User Experience Designers...Listen up!

A couple days ago I posted a question here (and on some other discussion lists) regarding how usability can fit into the Agile process. I revised it slightly and added some clarification:

What are the best methods you’ve experienced with regard to incorporating quality design & usability practices into Agile software development?
There is some debate in the software industry regarding the scope of UI design work to be completed before Agile software development can begin. What are your thoughts? When is a detailed prototype necessary? When is it not necessary?

I promised to post my thoughts so here they are.

The method that I am currently using involves some upfront design time which I consider the architecture phase. During this phase is when you gather and process all the data about various types of end users and their goals. Throughout the architecture phase, we work on low-fi wireframes and/or mockups that address high level global interaction patterns such as type of navigation, inline editing vs. popups vs. separate edit screens, etc. I liken this to the engineers' decisions to use a particular technology, library or persistence strategy. Some of this stuff needs to be thought out early since changes later are expensive and destabilizing. Because, end user satisfaction is a top priority for our customers, I propose doing usability testing during this phase (and all through development). 

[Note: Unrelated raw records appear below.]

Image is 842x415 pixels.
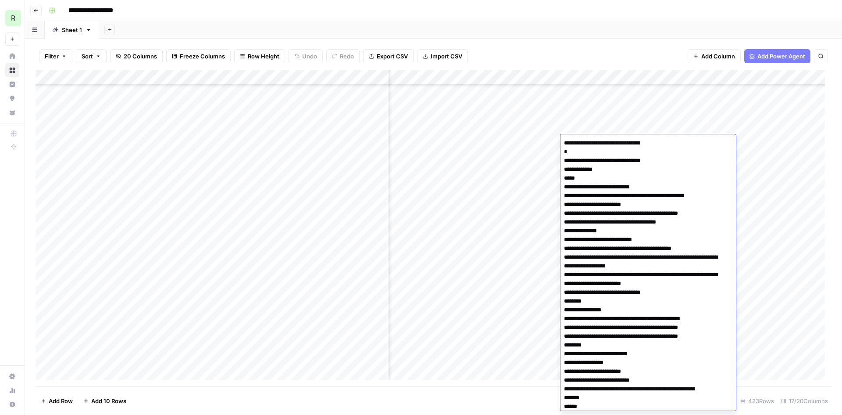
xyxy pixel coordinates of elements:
span: Sort [82,52,93,61]
a: Home [5,49,19,63]
span: Import CSV [431,52,462,61]
button: Help + Support [5,397,19,411]
span: Filter [45,52,59,61]
a: Sheet 1 [45,21,99,39]
span: Redo [340,52,354,61]
span: Undo [302,52,317,61]
button: Add 10 Rows [78,394,132,408]
a: Browse [5,63,19,77]
button: 20 Columns [110,49,163,63]
a: Your Data [5,105,19,119]
span: Row Height [248,52,279,61]
span: Add Power Agent [758,52,806,61]
div: 17/20 Columns [778,394,832,408]
a: Usage [5,383,19,397]
span: Add Column [702,52,735,61]
span: Add 10 Rows [91,396,126,405]
span: 20 Columns [124,52,157,61]
button: Freeze Columns [166,49,231,63]
button: Import CSV [417,49,468,63]
span: Add Row [49,396,73,405]
a: Settings [5,369,19,383]
button: Add Row [36,394,78,408]
span: R [11,13,15,23]
a: Opportunities [5,91,19,105]
div: Sheet 1 [62,25,82,34]
span: Freeze Columns [180,52,225,61]
a: Insights [5,77,19,91]
button: Export CSV [363,49,414,63]
button: Row Height [234,49,285,63]
button: Undo [289,49,323,63]
button: Add Power Agent [745,49,811,63]
button: Sort [76,49,107,63]
div: 423 Rows [737,394,778,408]
button: Filter [39,49,72,63]
button: Workspace: Re-Leased [5,7,19,29]
button: Redo [326,49,360,63]
span: Export CSV [377,52,408,61]
button: Add Column [688,49,741,63]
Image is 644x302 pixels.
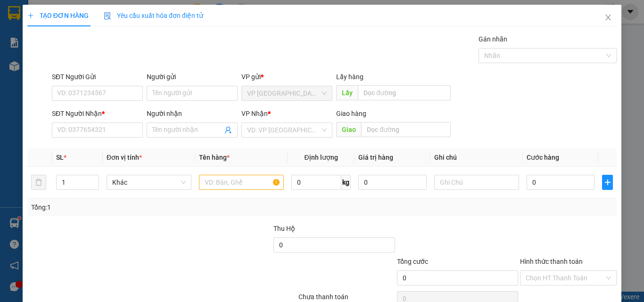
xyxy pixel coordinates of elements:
[103,12,111,20] img: icon
[52,108,143,119] div: SĐT Người Nhận
[478,36,507,43] label: Gán nhãn
[336,85,357,100] span: Lấy
[106,154,142,161] span: Đơn vị tính
[241,110,268,117] span: VP Nhận
[273,225,295,232] span: Thu Hộ
[434,175,519,190] input: Ghi Chú
[397,258,428,265] span: Tổng cước
[336,110,366,117] span: Giao hàng
[28,12,88,19] span: TẠO ĐƠN HÀNG
[361,122,451,137] input: Dọc đường
[198,154,229,161] span: Tên hàng
[431,149,523,167] th: Ghi chú
[341,175,350,190] span: kg
[147,72,237,82] div: Người gửi
[594,5,621,31] button: Close
[358,175,426,190] input: 0
[28,12,34,19] span: plus
[336,122,361,137] span: Giao
[358,154,393,161] span: Giá trị hàng
[601,175,612,190] button: plus
[31,175,47,190] button: delete
[357,85,451,100] input: Dọc đường
[31,203,249,213] div: Tổng: 1
[57,154,64,161] span: SL
[224,126,232,134] span: user-add
[602,179,612,187] span: plus
[304,154,337,161] span: Định lượng
[526,154,559,161] span: Cước hàng
[112,176,186,190] span: Khác
[241,72,332,82] div: VP gửi
[103,12,203,19] span: Yêu cầu xuất hóa đơn điện tử
[147,108,237,119] div: Người nhận
[198,175,284,190] input: VD: Bàn, Ghế
[604,14,611,21] span: close
[52,72,143,82] div: SĐT Người Gửi
[520,258,582,265] label: Hình thức thanh toán
[247,86,326,100] span: VP Sài Gòn
[336,74,363,80] span: Lấy hàng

While wire-frames and paper prototypes can certainly be tested, we have found that nothing works as well as a clickable prototype. Someone suggested above that just build the real thing and test that. We have repeatedly seen that a very detailed prototype can be built in 4 to 6 weeks where the actual product can take 6 -12 months. Of course with agile development you have something every 2 - 3 weeks but it does take a while to get to something that can be a true test of the user experience. The level of detail in the prototype and wireframes/mockups is really determined by the complexity of the interaction. If one pattern can be reused, there is no reason to prototype every use case of it.

This process can work very well but requires some commitment of time before development begins. This doesn't have to be a year long effort but depending on the type of application somewhere between weeks and months seems appropriate. Regardless of the amount of time required, this is often labeled "Anti-Agile or Waterfall". 

What lead me to asking my original question was my desire to know how others are doing it from a tactical perspective. Can the process I describe above scale? Is it truly anti-Agile? If it is, does that really matter if the result meets user's needs better? 

If the goal is to deliver really good software, not just really good code, I am ok with being slightly less Agile.